Definition
Published temperature thresholds, typically printed on instrument approach charts, that restrict the use of an approach procedure when the outside air temperature is outside the stated range. Above the high-temperature limit, the procedure may not be flown because aircraft true airspeed and turn radius increase to the point that obstacle protection on the procedure cannot be guaranteed. Below the low-temperature limit, barometric altimeters indicate higher than the aircraft's actual altitude, so a cold-temperature altitude correction must be applied to one or more published segment altitudes (or the procedure cannot be flown without that correction).
Plain English
Some approaches list a hottest and coldest temperature at which they are safe to fly. If it is hotter than the top limit, the approach is not allowed. If it is colder than the bottom limit, you must add a correction to the published altitudes because the altimeter will read higher than you actually are.
Context Anchor
Seen in instrument approach procedure notes, often near RNAV approaches with LNAV/VNAV minimums.
Why Pilots Care
Prevents altimeter errors that can lead to flying lower than indicated, ensuring safe obstacle clearance on approaches.
Grounding Statement
On a very cold or very hot day, a barometric system can make the airplane follow a vertical path that is not where the published approach designer intended it to be.
Intuition Check
Do not read these as comfort limits or general weather advice. In this FAA context, they are authorization limits for using specific instrument approach guidance or minimums.
Example Sentence 1
Before briefing the approach, the crew checked the chart and saw the procedure had a cold temperature limitation of -20 degrees C, so they applied the required altitude correction to the intermediate segment.
Example Sentence 2
Hot temperature limitations reduced our climb gradient, so we waited until cooler evening conditions before departure.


## What to produce
Which lines of the listing below contain the word "mortality"? Return them.

## Listed entries

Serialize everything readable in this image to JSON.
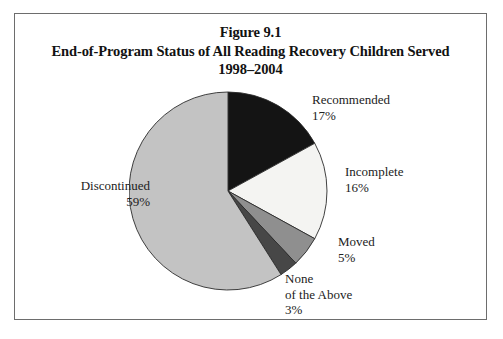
{
  "figure": {
    "title_line_1": "Figure 9.1",
    "title_line_2": "End-of-Program Status of All Reading Recovery Children Served",
    "title_line_3": "1998–2004"
  },
  "chart_data": {
    "type": "pie",
    "title": "Figure 9.1 End-of-Program Status of All Reading Recovery Children Served 1998–2004",
    "xlabel": "",
    "ylabel": "",
    "unit": "percent",
    "start_angle_deg": 0,
    "direction": "clockwise",
    "legend": "none (direct labels)",
    "categories": [
      "Recommended",
      "Incomplete",
      "Moved",
      "None of the Above",
      "Discontinued"
    ],
    "values": [
      17,
      16,
      5,
      3,
      59
    ],
    "value_labels": [
      "17%",
      "16%",
      "5%",
      "3%",
      "59%"
    ],
    "colors": [
      "#141414",
      "#f4f4f2",
      "#8f8f8f",
      "#474747",
      "#c3c3c3"
    ],
    "slices": [
      {
        "name": "Recommended",
        "value": 17,
        "value_label": "17%",
        "color": "#141414",
        "label_lines": [
          "Recommended",
          "17%"
        ]
      },
      {
        "name": "Incomplete",
        "value": 16,
        "value_label": "16%",
        "color": "#f4f4f2",
        "label_lines": [
          "Incomplete",
          "16%"
        ]
      },
      {
        "name": "Moved",
        "value": 5,
        "value_label": "5%",
        "color": "#8f8f8f",
        "label_lines": [
          "Moved",
          "5%"
        ]
      },
      {
        "name": "None of the Above",
        "value": 3,
        "value_label": "3%",
        "color": "#474747",
        "label_lines": [
          "None",
          "of the Above",
          "3%"
        ]
      },
      {
        "name": "Discontinued",
        "value": 59,
        "value_label": "59%",
        "color": "#c3c3c3",
        "label_lines": [
          "Discontinued",
          "59%"
        ]
      }
    ]
  },
  "labels": {
    "recommended": {
      "name": "Recommended",
      "value": "17%"
    },
    "incomplete": {
      "name": "Incomplete",
      "value": "16%"
    },
    "moved": {
      "name": "Moved",
      "value": "5%"
    },
    "none_above": {
      "line1": "None",
      "line2": "of the Above",
      "value": "3%"
    },
    "discontinued": {
      "name": "Discontinued",
      "value": "59%"
    }
  },
  "style": {
    "frame_color": "#6d6d6d",
    "background": "#ffffff",
    "text_color": "#222222"
  }
}
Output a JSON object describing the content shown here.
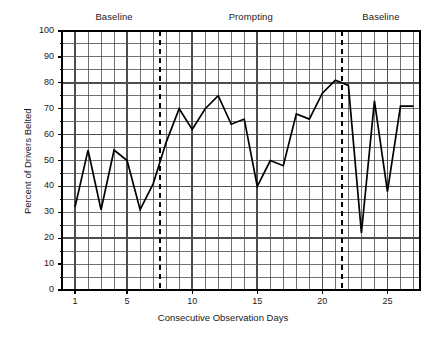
{
  "chart_data": {
    "type": "line",
    "title": "",
    "xlabel": "Consecutive Observation Days",
    "ylabel": "Percent of Drivers Belted",
    "xlim": [
      0,
      27.5
    ],
    "ylim": [
      0,
      100
    ],
    "grid": true,
    "legend_position": "none",
    "x_ticks": [
      1,
      5,
      10,
      15,
      20,
      25
    ],
    "y_ticks": [
      0,
      10,
      20,
      30,
      40,
      50,
      60,
      70,
      80,
      90,
      100
    ],
    "x_major_gridlines": [
      1,
      5,
      10,
      15,
      20,
      25
    ],
    "y_major_gridlines": [
      0,
      20,
      40,
      60,
      80,
      100
    ],
    "x": [
      1,
      2,
      3,
      4,
      5,
      6,
      7,
      8,
      9,
      10,
      11,
      12,
      13,
      14,
      15,
      16,
      17,
      18,
      19,
      20,
      21,
      22,
      23,
      24,
      25,
      26,
      27
    ],
    "values": [
      32,
      54,
      31,
      54,
      50,
      31,
      41,
      57,
      70,
      62,
      70,
      75,
      64,
      66,
      40,
      50,
      48,
      68,
      66,
      76,
      81,
      79,
      22,
      73,
      38,
      71,
      71
    ],
    "series": [
      {
        "name": "Percent of Drivers Belted",
        "values": [
          32,
          54,
          31,
          54,
          50,
          31,
          41,
          57,
          70,
          62,
          70,
          75,
          64,
          66,
          40,
          50,
          48,
          68,
          66,
          76,
          81,
          79,
          22,
          73,
          38,
          71,
          71
        ]
      }
    ],
    "phases": [
      {
        "label": "Baseline",
        "start_day": 1,
        "end_day": 7
      },
      {
        "label": "Prompting",
        "start_day": 8,
        "end_day": 21
      },
      {
        "label": "Baseline",
        "start_day": 22,
        "end_day": 27
      }
    ],
    "phase_change_lines": [
      7.5,
      21.5
    ],
    "phase_change_style": "dashed",
    "line_color": "#000000",
    "grid_color": "#4d4d4d",
    "axis_color": "#000000"
  },
  "axes": {
    "y_title": "Percent of Drivers Belted",
    "x_title": "Consecutive Observation Days",
    "y_tick_labels": [
      "100",
      "90",
      "80",
      "70",
      "60",
      "50",
      "40",
      "30",
      "20",
      "10",
      "0"
    ],
    "x_tick_labels": [
      "1",
      "5",
      "10",
      "15",
      "20",
      "25"
    ]
  },
  "phase_labels": {
    "first": "Baseline",
    "second": "Prompting",
    "third": "Baseline"
  }
}
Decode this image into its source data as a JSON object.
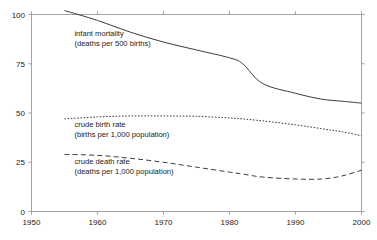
{
  "chart_data": {
    "type": "line",
    "title": "",
    "subtitle": "",
    "xlabel": "",
    "ylabel": "",
    "xlim": [
      1950,
      2000
    ],
    "ylim": [
      0,
      100
    ],
    "grid": false,
    "legend_position": "inline-annotations",
    "x_ticks": [
      "1950",
      "1960",
      "1970",
      "1980",
      "1990",
      "2000"
    ],
    "x_tick_values": [
      1950,
      1960,
      1970,
      1980,
      1990,
      2000
    ],
    "y_ticks": [
      "0",
      "25",
      "50",
      "75",
      "100"
    ],
    "y_tick_values": [
      0,
      25,
      50,
      75,
      100
    ],
    "x": [
      1955,
      1960,
      1965,
      1970,
      1975,
      1980,
      1982,
      1985,
      1990,
      1994,
      1997,
      2000
    ],
    "series": [
      {
        "name": "infant mortality",
        "style": "solid",
        "annotation_line1": "infant mortality",
        "annotation_line2": "(deaths per 500 births)",
        "values": [
          102,
          97,
          91,
          86,
          82,
          78,
          75,
          65,
          60,
          57,
          56,
          55
        ]
      },
      {
        "name": "crude birth rate",
        "style": "dotted",
        "annotation_line1": "crude birth rate",
        "annotation_line2": "(births per 1,000 population)",
        "values": [
          47,
          48,
          48.5,
          48.5,
          48.3,
          47.5,
          47,
          46,
          44,
          42,
          40.5,
          38.5
        ]
      },
      {
        "name": "crude death rate",
        "style": "dashed",
        "annotation_line1": "crude death rate",
        "annotation_line2": "(deaths per 1,000 population)",
        "values": [
          29,
          28.5,
          27,
          25,
          22.5,
          20,
          19,
          17.5,
          16.5,
          16.5,
          18,
          21
        ]
      }
    ],
    "annotations": [
      {
        "line1": "infant mortality",
        "line2": "(deaths per 500 births)",
        "x": 1956.5,
        "y": 89
      },
      {
        "line1": "crude birth rate",
        "line2": "(births per 1,000 population)",
        "x": 1956.5,
        "y": 43
      },
      {
        "line1": "crude death rate",
        "line2": "(deaths per 1,000 population)",
        "x": 1956.5,
        "y": 24
      }
    ],
    "colors": {
      "line": "#3c3c3c",
      "axis": "#9a9a9a",
      "text": "#1a1a1a",
      "background": "#ffffff"
    }
  }
}
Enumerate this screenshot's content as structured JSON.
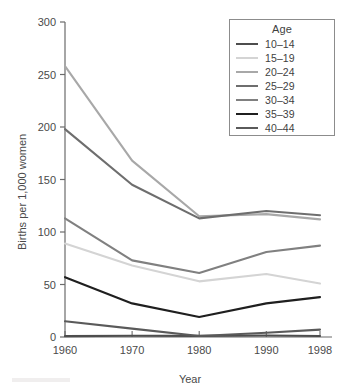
{
  "chart_data": {
    "type": "line",
    "title": "",
    "xlabel": "Year",
    "ylabel": "Births per 1,000 women",
    "x": [
      1960,
      1970,
      1980,
      1990,
      1998
    ],
    "categories": [
      "1960",
      "1970",
      "1980",
      "1990",
      "1998"
    ],
    "xlim": [
      1960,
      1998
    ],
    "ylim": [
      0,
      300
    ],
    "yticks": [
      0,
      50,
      100,
      150,
      200,
      250,
      300
    ],
    "ytick_labels": [
      "0",
      "50",
      "100",
      "150",
      "200",
      "250",
      "300"
    ],
    "xticks": [
      1960,
      1970,
      1980,
      1990,
      1998
    ],
    "xtick_labels": [
      "1960",
      "1970",
      "1980",
      "1990",
      "1998"
    ],
    "grid": false,
    "legend_position": "top-right",
    "legend_title": "Age",
    "series": [
      {
        "name": "10–14",
        "color": "#4d4d4d",
        "values": [
          0.8,
          1.2,
          1.1,
          1.4,
          1.0
        ]
      },
      {
        "name": "15–19",
        "color": "#d4d4d4",
        "values": [
          89,
          68,
          53,
          60,
          51
        ]
      },
      {
        "name": "20–24",
        "color": "#a8a8a8",
        "values": [
          258,
          168,
          115,
          117,
          112
        ]
      },
      {
        "name": "25–29",
        "color": "#6e6e6e",
        "values": [
          198,
          145,
          113,
          120,
          116
        ]
      },
      {
        "name": "30–34",
        "color": "#808080",
        "values": [
          113,
          73,
          61,
          81,
          87
        ]
      },
      {
        "name": "35–39",
        "color": "#1f1f1f",
        "values": [
          57,
          32,
          19,
          32,
          38
        ]
      },
      {
        "name": "40–44",
        "color": "#5a5a5a",
        "values": [
          15,
          8,
          1,
          4,
          7
        ]
      }
    ]
  },
  "legend": {
    "title": "Age",
    "items": [
      {
        "label": "10–14",
        "color": "#4d4d4d"
      },
      {
        "label": "15–19",
        "color": "#d4d4d4"
      },
      {
        "label": "20–24",
        "color": "#a8a8a8"
      },
      {
        "label": "25–29",
        "color": "#6e6e6e"
      },
      {
        "label": "30–34",
        "color": "#808080"
      },
      {
        "label": "35–39",
        "color": "#1f1f1f"
      },
      {
        "label": "40–44",
        "color": "#5a5a5a"
      }
    ]
  },
  "axes": {
    "y_title": "Births per 1,000 women",
    "x_title": "Year"
  },
  "colors": {
    "axis": "#6b6b6b",
    "text": "#3f3f3f",
    "background": "#ffffff"
  }
}
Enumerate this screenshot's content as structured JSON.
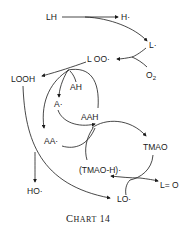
{
  "diagram": {
    "nodes": {
      "LH": "LH",
      "H_radical": "H·",
      "L_radical": "L·",
      "O2": "O",
      "O2_sub": "2",
      "LOO_radical": "L OO·",
      "LOOH": "LOOH",
      "AH": "AH",
      "A_radical": "A·",
      "AAH": "AAH",
      "AA_radical": "AA·",
      "TMAO": "TMAO",
      "TMAO_H_radical": "(TMAO-H)·",
      "HO_radical": "HO·",
      "LO_radical": "LO·",
      "L_eq_O": "L= O"
    },
    "caption": "Chart 14"
  }
}
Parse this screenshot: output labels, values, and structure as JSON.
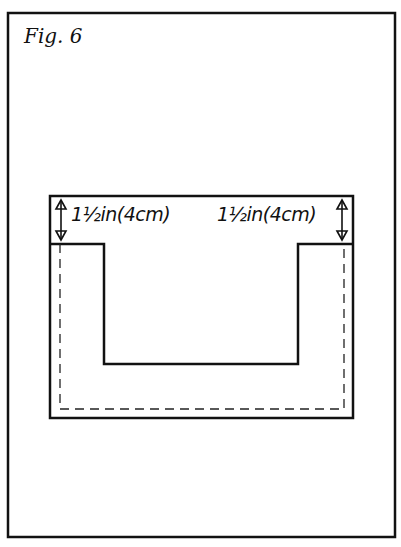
{
  "figure": {
    "title": "Fig. 6",
    "labels": {
      "left_measure": "1½in(4cm)",
      "right_measure": "1½in(4cm)"
    },
    "colors": {
      "ink": "#111111",
      "paper": "#ffffff"
    }
  }
}
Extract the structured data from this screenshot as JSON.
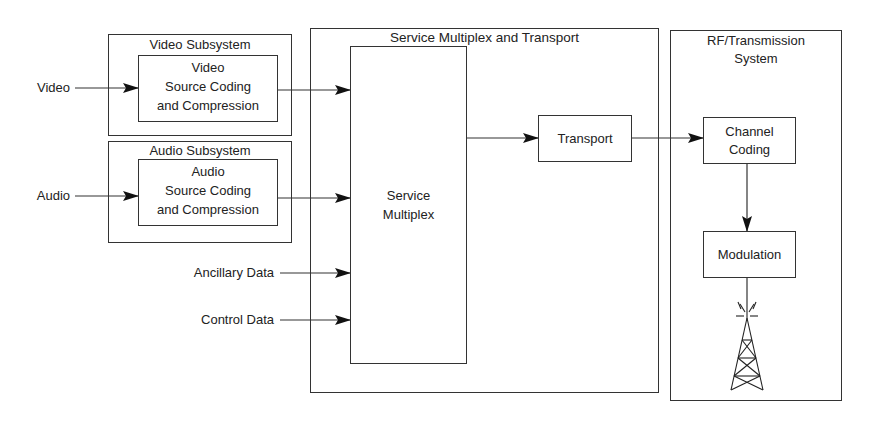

## Answer to this exercise
        "name": "infant mortality",
        "annotation_line1": "infant mortality",
        "line1": "infant mortality",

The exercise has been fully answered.